The World Series of Poker is a 6 week long series of poker tournaments played in Las Vegas. Poker players converge here once a year to play about 57 different major tournaments for which winning gets you a coveted WSOP Bracelet. Starting the last weekend of May, and running until mid July, there is a new tournament started every day at noon. This time of year, Vegas becomes the absolute poker capital of the world. Not only does the WSOP have its official events, but pretty much every other major casino in Vegas has their own series of tournaments running.

A poker tournament is a game where you pay a fixed amount, are given a limited number of chips, and you play until your chips are taken by another player. At the very end of the game, one player ends up with all of the chips, and that player is the winner. At the WSOP, the winner gets a lot of money, and a bracelet. Everyone who enters contributes their entry fee into a prize pool. The house takes about 6% of the money for themselves. The rest of the money is divided up between the top placing players. The standard is that the final 10% of players are ‘Cashing’, or winning money.

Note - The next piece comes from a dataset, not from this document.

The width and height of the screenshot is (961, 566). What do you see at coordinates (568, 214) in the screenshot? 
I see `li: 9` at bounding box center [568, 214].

To cash at a WSOP event is an exciting achievement for a poker player. Making the final table is the next level up. That means you are in the final 9 players in a tournament. Making a final table is a huge merit badge for a poker player. Winning the final table is the ultimate goal, as you win the contest and get the biggest payout (usually around 20% of the prize pool, which can be a LOT of money). The pay scale is exponential in nature, so each position change at the final table can make a big different in prize money.

Most of these games cost between $1500 and $5000 to enter. A few are $10,000 and one game is $50,000 to enter. Anyone with money can enter any tournament.

One game, known as the Main Event, is the last event for the series, and is a HUGE $10,000 game. Winning the Main Event is pretty much every poker players dream. It is horridly difficult to do. There are usually around 7,000 players. The tournament takes about 9 full days to play. It is so big that they have to schedule multiple starting days just to fit everyone. Winning means a LOT of money (usually between 7 and 9 million dollars), bragging rights, and usually very high paying endorsement deals.

The size and scope of the WSOP is difficult to convey in words. Everything about it is big. I would say on any given day, there are 15,000 people here to play poker. About half are playing at WSOP events, the others are going to various other poker tournaments around Vegas. Many players show up for about 5 days in hopes of making money in a big tournament. In total, there will be about 60,000 individual poker players making the trip here to the WSOP. The total prize pool for all of the events is around $675 MILLION dollars. That is a lot of poker money!

Each day, players also play smaller single table tournaments called Satellites, which allow them to by in for a couple hundred dollars for a chance to win entry into one of the bigger events. Each satellite has 10 players, and whoever wins gets tournament buy-in chips, allowing them to pay for the bigger tournaments. These typically take about 2 hours to play out.

Players not currently in a tournament are also playing ‘cash games’, which is poker played with chips with real money value. This is a huge section of the WSOP, and each day there are millions of dollars sitting on the tables being battled for.

Aside from the money, the WSOP is a very interesting cross section of the worlds population. People come here to play from all around the world.  Last year, players came from 115 different countries.